Page 10 of Devil Mine

My eyes bulge at the sum. What has my father gotten himself into to owe these people, whoever they are, that kind of money?

My mouth parts on a silent scream when the brass–knuckled hand comes down once more on my father’s face. Blood spurts from his mouth and lands on the white minimalist painting hanging on the wall. I’m shaking, my knees weak, fear threatening to make my bladder give in.

Meanwhile, the two men are talking with ease, like this is a routine Wednesday afternoon. That only serves to push the terror deeper into my marrow, like wind slithering through my winter jacket and chilling me to your bones on a glacially cold day.

“I-I swear! I don’t have it, but I can get it. I promise,” my father pleads. “I just need time!”

I’ve never heard my dad stutter, let alone beg, and he’s done just that twice in the last minute.

Blood thumps so loudly in my ears, I miss what Younger Guy says in response. I only hear the crack of the brass knuckles against bone and then my father is on the floor.

I don’t know what to do. What if they kill him?

Patting my skirt and blazer with trembling hands, I search for my phone. My heart drops into my stomach when I realize I left it on my desk. I didn’t even bring it down to Wiz’s with me.

“Stop.”

I freeze.

Dread unlike anything I’ve ever known slides down my body, starting from the top of my head and moving down, spreading an arctic chill through me.

I think I’m about to die, that I’ve been discovered.

Tears sting my eyes at the thought. I can’t die before I’ve gotten to do anything.

I can’t die before I’ve evenlived.

But I realize two things simultaneously. First, the order wasn’t directed at me, but at the two men. Both of them step back in deference when the single syllable is uttered.

And second, there’s a third stranger in the office, one I hadn’t noticed because he was sitting in a chair in the corner of the office along the wall of windows.

It’s only because I hear him stand, followed by the sound of his footsteps getting closer to my father that I know he’s there.

I jerk away from the door and flip onto my back, my chest heaving as I try to fight the hysteria crawling through me. I attempt to calm my racing heartbeat because my breaths are getting louder, more distressed, and those I’m sure they could actually overhear.

“Alex,” I hear the man say, his voice nothing more than a whispered threat. It sends a shiver through me. No one calls my father “Alex”. He hates it. He finds it disrespectful. “Didn’t your mother teach you not to take money from people who’ll kill you for not repaying it?”

There’s a dark edge to his tone that quietly emphasizes just how serious he is. This man, whoever he is, will kill my father if he doesn’t pay him back.

With my heart in my throat, I turn back around and look through the doorway once more, hoping to get a glance at the stranger. Paunchy Guy is standing closer to the door and in front of him, almost completely obscuring my vision of him. All I can see is a black suit and his left hand holding a lowball glass at chest level. He helped himself to my father’s private whiskey collection.

There’s a tattoo running down his hand. It starts from the top of his index finger and goes to his thumb. There’s a chain linking from the midway point of the tattoo down to his wrist. I realize with a scared shudder that it’s an open metal collar.

If he were to wrap those long fingers around someone’s throat, the tattoo would close around their neck, making it look like he collared them.

My lower belly flips, the feeling unexpected. It’s almost like… anticipation. Not fear.

“I didn’t steal! I was…amgoing to pay it back. I’m short on cash right now, a couple of bad investments, you understand.” Even to my own ears, he sounds pathetic. He’s no longer the looming tower of terror.

Part of me enjoys seeing him abased in this way.

But it’s the first I’m hearing of him having money troubles. I’m in charge of the company’s books and we’re obviously doing well, but I have no visibility into his personal finances.

“You gambled and you lost Alex,” the man says, his voice fearsome even though he never raises it above a conversational volume. “And now you need to pay.”

My father flinches and looks away.

I blink and the man is gone. His speed is unnerving, the way he was able to move across the room in a split-second downright frightening. The other two move deferentially around him, making it obvious that he’s the boss of whatever enterprise they’re a part of. I wonder if my father realized what he was getting himself into when he took their money.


(What you will do): With pictures left out, set down exactly the lines from the line containing "Image resolution: width=1378" through the last line of the data.

(Supplied material):

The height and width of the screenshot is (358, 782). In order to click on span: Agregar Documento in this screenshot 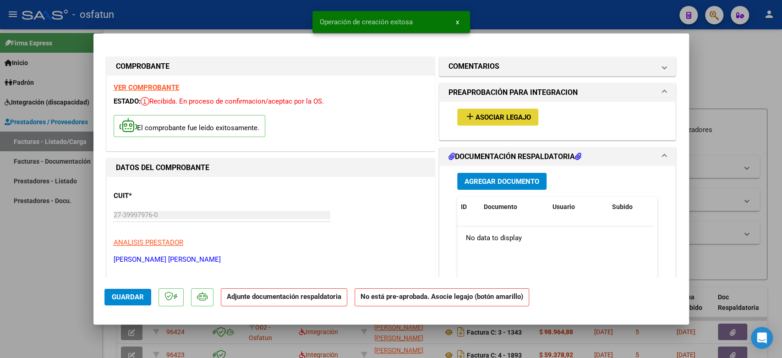, I will do `click(502, 182)`.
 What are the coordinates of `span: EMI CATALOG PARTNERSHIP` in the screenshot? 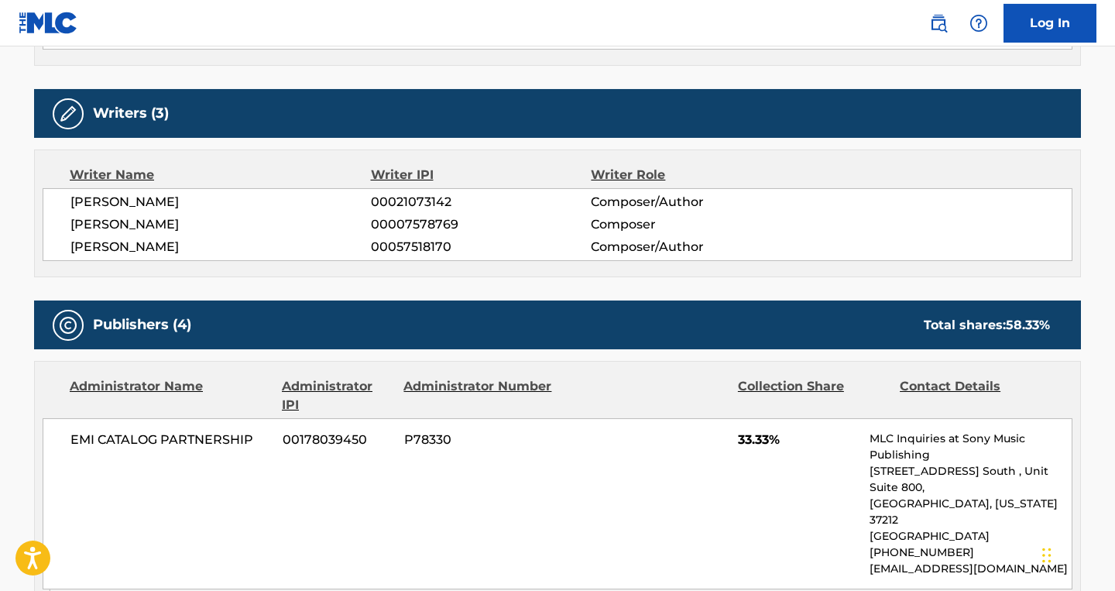 It's located at (170, 440).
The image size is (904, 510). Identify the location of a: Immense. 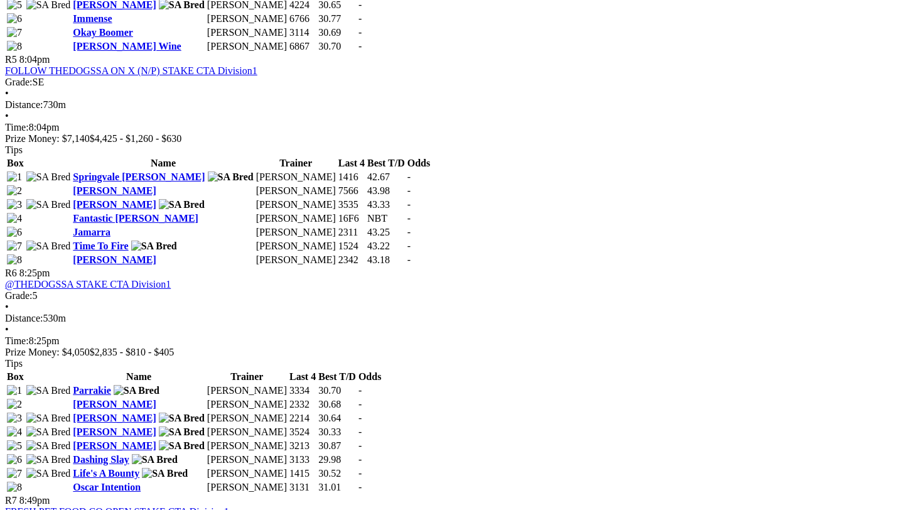
(92, 18).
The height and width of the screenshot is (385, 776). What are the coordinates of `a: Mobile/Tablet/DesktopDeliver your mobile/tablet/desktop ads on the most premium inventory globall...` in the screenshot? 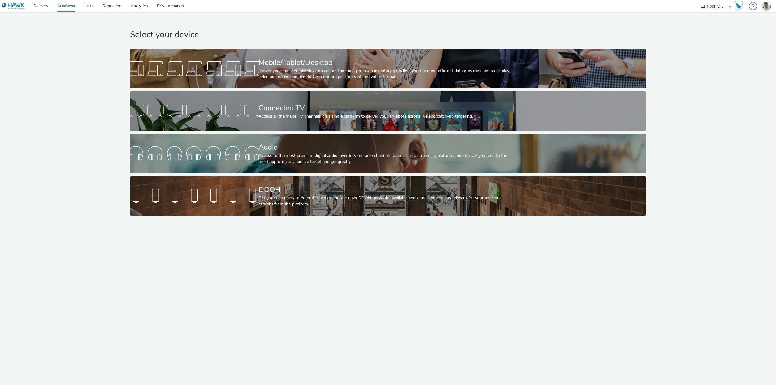 It's located at (388, 69).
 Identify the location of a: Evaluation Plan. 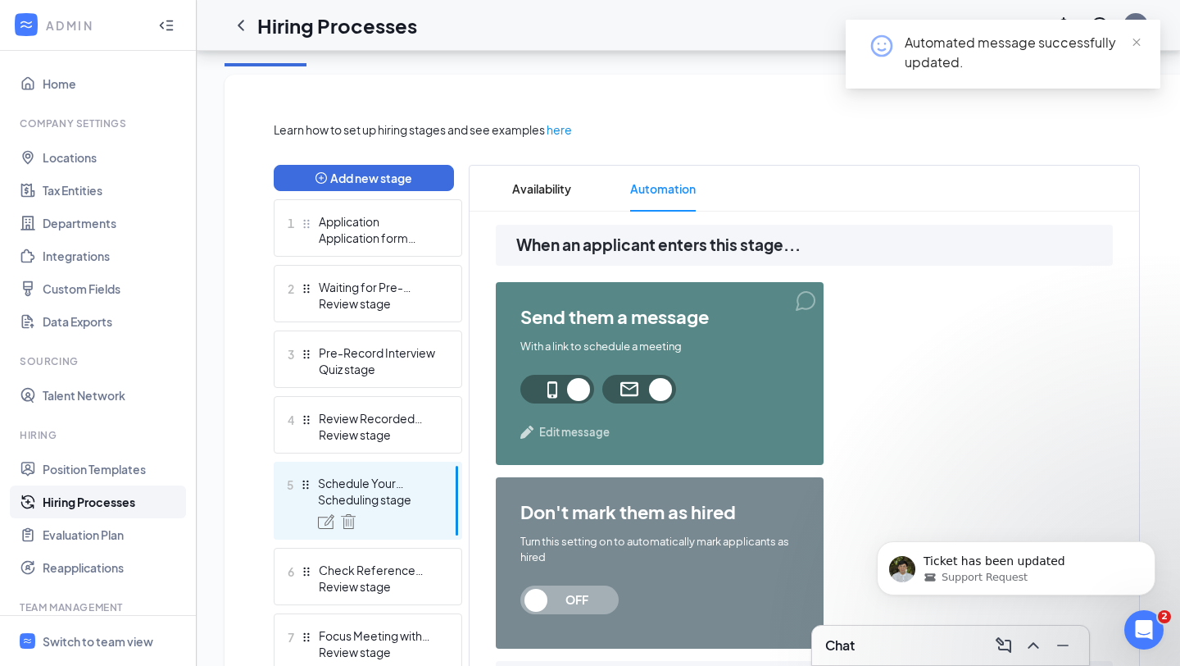
(112, 534).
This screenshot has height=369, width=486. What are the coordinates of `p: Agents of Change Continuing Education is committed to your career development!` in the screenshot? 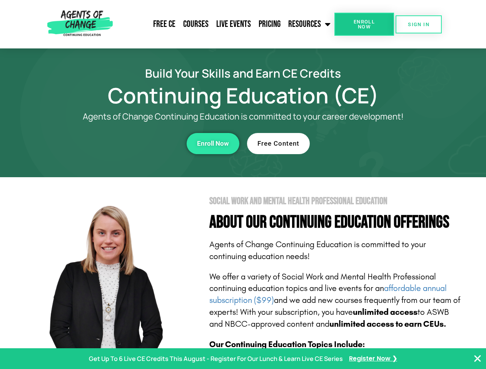 It's located at (243, 117).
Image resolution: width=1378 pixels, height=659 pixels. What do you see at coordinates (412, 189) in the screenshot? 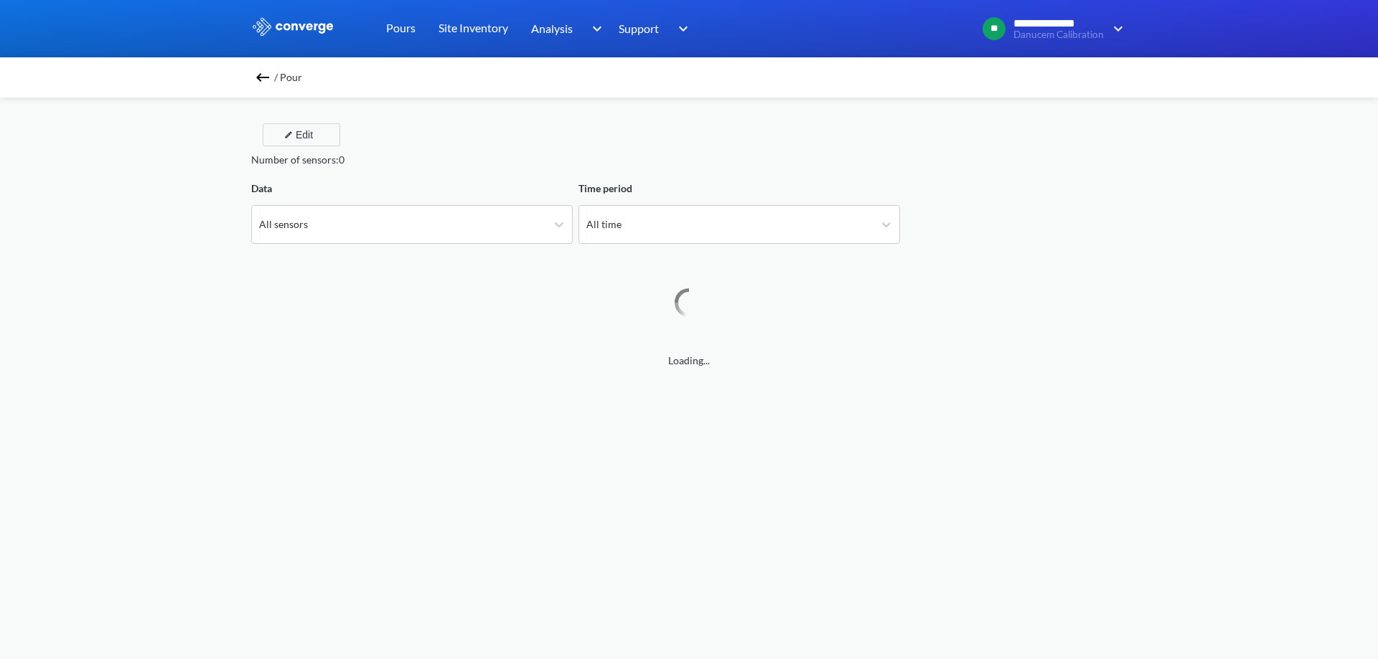
I see `div: Data` at bounding box center [412, 189].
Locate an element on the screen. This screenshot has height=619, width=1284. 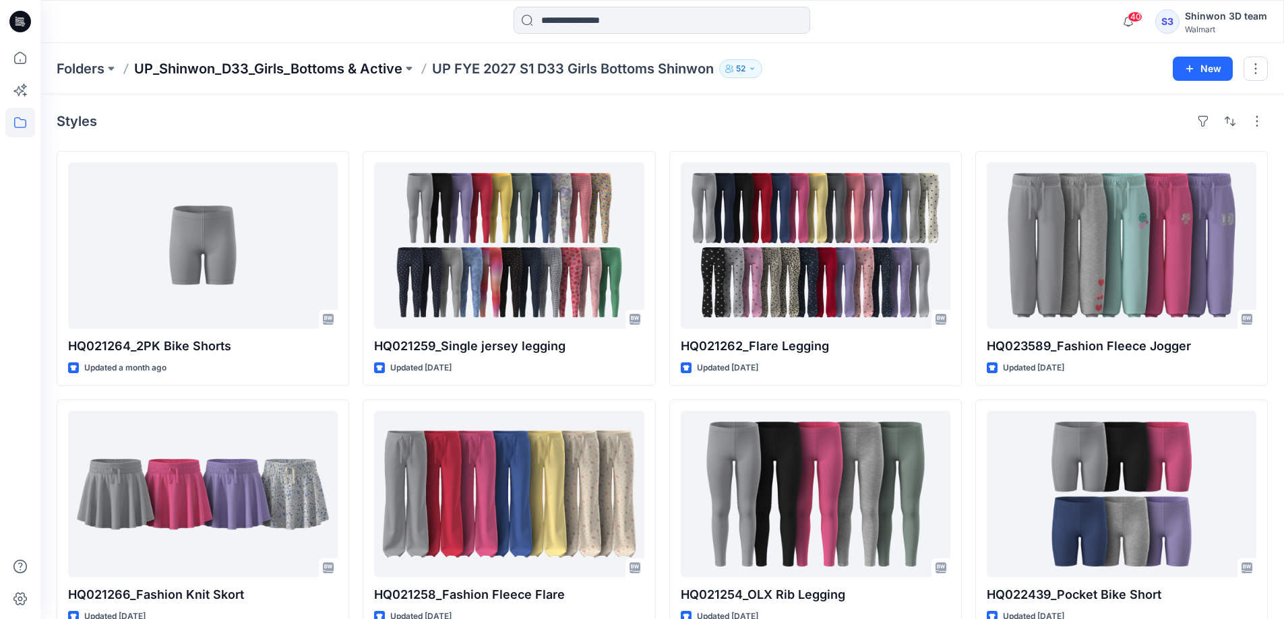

(Exercise result):
Image resolution: width=1378 pixels, height=659 pixels. What do you see at coordinates (412, 189) in the screenshot? 
I see `div: Data` at bounding box center [412, 189].
Locate an element on the screen. This screenshot has height=619, width=1284. 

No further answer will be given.